(2010-01-03) How Tweet Threads Cured My Writers Block Twitter As A Medium For Sketching

How tweet threads cured my writer's block: Twitter as a medium for sketching

We can’t really understand Twitter by treating it as a mediocre replacement for essays and research papers. We need to see it as a new medium on its own terms. In particular, Twitter is a medium for sketching—for playing with ideas, on the fly. Twitter is more similar to scribbling on a whiteboard or tossing ideas around at the cafe than writing a book. (By sketching I don’t mean literally just drawing; I mean any lightweight early expression of a thought.)

*Why does Twitter work so well for this?
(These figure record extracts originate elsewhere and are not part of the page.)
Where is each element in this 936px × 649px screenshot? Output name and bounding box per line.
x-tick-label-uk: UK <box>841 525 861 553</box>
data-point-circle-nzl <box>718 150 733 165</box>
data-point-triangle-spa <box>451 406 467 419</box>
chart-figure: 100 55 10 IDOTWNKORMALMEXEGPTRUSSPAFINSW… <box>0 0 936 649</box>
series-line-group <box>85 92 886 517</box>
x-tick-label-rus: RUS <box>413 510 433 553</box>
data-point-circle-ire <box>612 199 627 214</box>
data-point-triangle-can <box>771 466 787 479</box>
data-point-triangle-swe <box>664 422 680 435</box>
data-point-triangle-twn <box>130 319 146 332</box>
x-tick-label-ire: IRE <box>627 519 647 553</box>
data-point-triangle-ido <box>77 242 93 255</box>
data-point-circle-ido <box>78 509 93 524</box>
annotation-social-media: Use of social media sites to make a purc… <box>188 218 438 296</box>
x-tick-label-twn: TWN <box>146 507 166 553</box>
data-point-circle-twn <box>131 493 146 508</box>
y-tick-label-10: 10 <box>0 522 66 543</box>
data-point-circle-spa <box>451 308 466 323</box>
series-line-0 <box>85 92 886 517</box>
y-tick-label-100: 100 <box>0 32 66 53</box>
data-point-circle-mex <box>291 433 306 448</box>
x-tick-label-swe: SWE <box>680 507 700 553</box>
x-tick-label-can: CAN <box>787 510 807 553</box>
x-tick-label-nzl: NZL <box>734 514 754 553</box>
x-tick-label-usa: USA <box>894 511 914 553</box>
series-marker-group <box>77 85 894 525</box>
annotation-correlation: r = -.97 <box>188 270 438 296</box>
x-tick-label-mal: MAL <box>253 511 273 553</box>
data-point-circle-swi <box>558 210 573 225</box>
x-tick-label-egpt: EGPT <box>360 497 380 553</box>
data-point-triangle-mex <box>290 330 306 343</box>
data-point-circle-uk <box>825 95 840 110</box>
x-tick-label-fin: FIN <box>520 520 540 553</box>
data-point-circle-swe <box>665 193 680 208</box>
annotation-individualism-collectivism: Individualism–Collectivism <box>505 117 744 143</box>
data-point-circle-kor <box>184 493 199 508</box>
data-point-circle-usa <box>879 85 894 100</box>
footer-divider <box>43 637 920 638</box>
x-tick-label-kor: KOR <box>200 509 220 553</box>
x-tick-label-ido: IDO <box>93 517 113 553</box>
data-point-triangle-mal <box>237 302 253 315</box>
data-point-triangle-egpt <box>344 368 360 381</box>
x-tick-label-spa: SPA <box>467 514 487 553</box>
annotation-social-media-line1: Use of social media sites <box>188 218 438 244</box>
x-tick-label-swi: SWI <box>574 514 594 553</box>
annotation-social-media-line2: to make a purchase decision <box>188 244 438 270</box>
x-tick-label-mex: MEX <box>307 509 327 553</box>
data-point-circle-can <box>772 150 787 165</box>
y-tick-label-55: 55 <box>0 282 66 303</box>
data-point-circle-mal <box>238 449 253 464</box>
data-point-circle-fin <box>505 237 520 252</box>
Here are some of my theories:

The right constraints: Good sketching tools provide the right limits on what you can do. Twitter’s constraints go beyond the obvious character count. Low barriers: Twitter makes it easy to get started. But, crucially, it also makes it easy to finish! A social context: Twitter provides a highly interconnected context for thinking. Should we be worried it takes it too far?*

In general, what are the right constraints for a sketching tool? I think this question is deeper than it seems at first glance.

Overall, it seems that we want constraints that help keep us on track with fluid thought, but don’t rule out too many interesting possibilities. Considering both of these criteria together is a subtle balancing act, and I don’t see easy answers.
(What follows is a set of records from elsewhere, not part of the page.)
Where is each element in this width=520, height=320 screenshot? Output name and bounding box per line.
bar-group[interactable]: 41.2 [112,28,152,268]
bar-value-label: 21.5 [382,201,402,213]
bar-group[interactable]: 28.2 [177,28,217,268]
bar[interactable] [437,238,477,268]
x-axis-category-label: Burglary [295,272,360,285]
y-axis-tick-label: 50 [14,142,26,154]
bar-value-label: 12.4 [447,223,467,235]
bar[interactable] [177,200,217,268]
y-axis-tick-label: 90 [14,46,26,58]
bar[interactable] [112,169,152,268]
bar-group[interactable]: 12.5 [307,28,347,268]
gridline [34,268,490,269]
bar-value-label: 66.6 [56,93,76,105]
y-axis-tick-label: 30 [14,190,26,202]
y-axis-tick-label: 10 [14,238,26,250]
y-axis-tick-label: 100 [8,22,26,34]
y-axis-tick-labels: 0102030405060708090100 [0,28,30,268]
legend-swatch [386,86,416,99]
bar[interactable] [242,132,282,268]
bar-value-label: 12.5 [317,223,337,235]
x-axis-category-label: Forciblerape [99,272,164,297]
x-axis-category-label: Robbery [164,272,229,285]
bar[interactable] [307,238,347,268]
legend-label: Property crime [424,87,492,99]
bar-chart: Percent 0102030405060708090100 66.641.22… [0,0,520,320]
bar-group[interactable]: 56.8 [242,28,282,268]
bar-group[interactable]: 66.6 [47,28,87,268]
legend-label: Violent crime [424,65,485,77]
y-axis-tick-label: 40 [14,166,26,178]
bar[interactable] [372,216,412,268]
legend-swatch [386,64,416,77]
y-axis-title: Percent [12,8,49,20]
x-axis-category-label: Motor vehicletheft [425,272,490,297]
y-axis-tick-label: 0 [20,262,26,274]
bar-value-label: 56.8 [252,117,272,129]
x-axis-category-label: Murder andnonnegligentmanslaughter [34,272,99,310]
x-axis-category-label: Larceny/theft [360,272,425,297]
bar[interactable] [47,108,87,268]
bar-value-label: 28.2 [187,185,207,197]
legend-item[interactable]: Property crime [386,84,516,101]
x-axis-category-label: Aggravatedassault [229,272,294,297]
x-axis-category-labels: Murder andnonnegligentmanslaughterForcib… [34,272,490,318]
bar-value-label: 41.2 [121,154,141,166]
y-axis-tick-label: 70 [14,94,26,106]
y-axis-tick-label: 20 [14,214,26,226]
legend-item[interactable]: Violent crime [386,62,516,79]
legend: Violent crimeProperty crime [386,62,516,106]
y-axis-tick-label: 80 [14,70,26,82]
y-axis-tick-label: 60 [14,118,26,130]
low barrier to finishing. On Twitter, a single sentence is a completely acceptable unit of publication. Anything beyond that is sort of a bonus. In contrast, most of my blog posts go unpublished because I fear they’re not complete

I believe that quantity leads to quality. The students who make more pots in ceramics class improve faster than the students who obsess over making a single perfect pot.
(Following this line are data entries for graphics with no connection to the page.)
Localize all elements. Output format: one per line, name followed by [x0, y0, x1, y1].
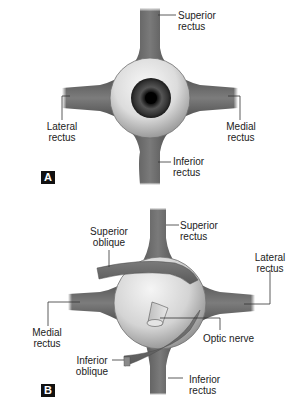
lateral-rectus-muscle-a [62, 80, 114, 116]
label-line: rectus [28, 338, 66, 349]
label-line: Superior [178, 10, 216, 21]
label-line: Inferior [173, 156, 204, 167]
figure-svg [0, 0, 300, 412]
superior-rectus-muscle-a [132, 8, 168, 65]
label-a-medial-rectus: Medial rectus [222, 121, 260, 143]
label-line: rectus [180, 231, 218, 242]
label-b-inferior-rectus: Inferior rectus [189, 374, 220, 396]
label-b-superior-rectus: Superior rectus [180, 220, 218, 242]
label-line: Medial [222, 121, 260, 132]
label-b-inferior-oblique: Inferior oblique [72, 355, 112, 377]
label-line: oblique [88, 237, 130, 248]
label-line: Medial [28, 327, 66, 338]
label-b-optic-nerve: Optic nerve [203, 333, 254, 344]
label-b-medial-rectus: Medial rectus [28, 327, 66, 349]
label-line: Superior [88, 226, 130, 237]
panel-b-badge: B [41, 384, 55, 397]
label-line: rectus [42, 132, 82, 143]
label-line: rectus [222, 132, 260, 143]
extraocular-muscles-figure: Superior rectus Lateral rectus Medial re… [0, 0, 300, 412]
label-a-superior-rectus: Superior rectus [178, 10, 216, 32]
label-line: oblique [72, 366, 112, 377]
inferior-rectus-muscle-a [132, 133, 168, 185]
label-line: Optic nerve [203, 333, 254, 344]
label-b-lateral-rectus: Lateral rectus [252, 252, 288, 274]
lateral-rectus-muscle-b [200, 284, 255, 322]
label-line: Lateral [42, 121, 82, 132]
medial-rectus-muscle-a [186, 80, 238, 116]
label-b-superior-oblique: Superior oblique [88, 226, 130, 248]
panel-a [62, 8, 240, 185]
label-line: Inferior [189, 374, 220, 385]
label-line: rectus [252, 263, 288, 274]
pupil-a [145, 92, 157, 104]
medial-rectus-muscle-b [68, 286, 118, 320]
label-line: Lateral [252, 252, 288, 263]
label-line: rectus [189, 385, 220, 396]
label-line: Superior [180, 220, 218, 231]
label-line: rectus [173, 167, 204, 178]
label-line: Inferior [72, 355, 112, 366]
label-a-lateral-rectus: Lateral rectus [42, 121, 82, 143]
label-line: rectus [178, 21, 216, 32]
panel-a-badge: A [41, 171, 55, 184]
label-a-inferior-rectus: Inferior rectus [173, 156, 204, 178]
Writing a blog can feel like a lonely one-way mirror: release something into the world, maybe get a few comments back and some Hacker News snark. In contrast, Twitter is a bazaar, buzzing with activity.

At its best, this engagement leads to the kind of back-and-forth that characterizes my favorite kinds of sketching sessions. Ideas are in the air, it’s not clear where they came from really, they combine to form new ones in realtime.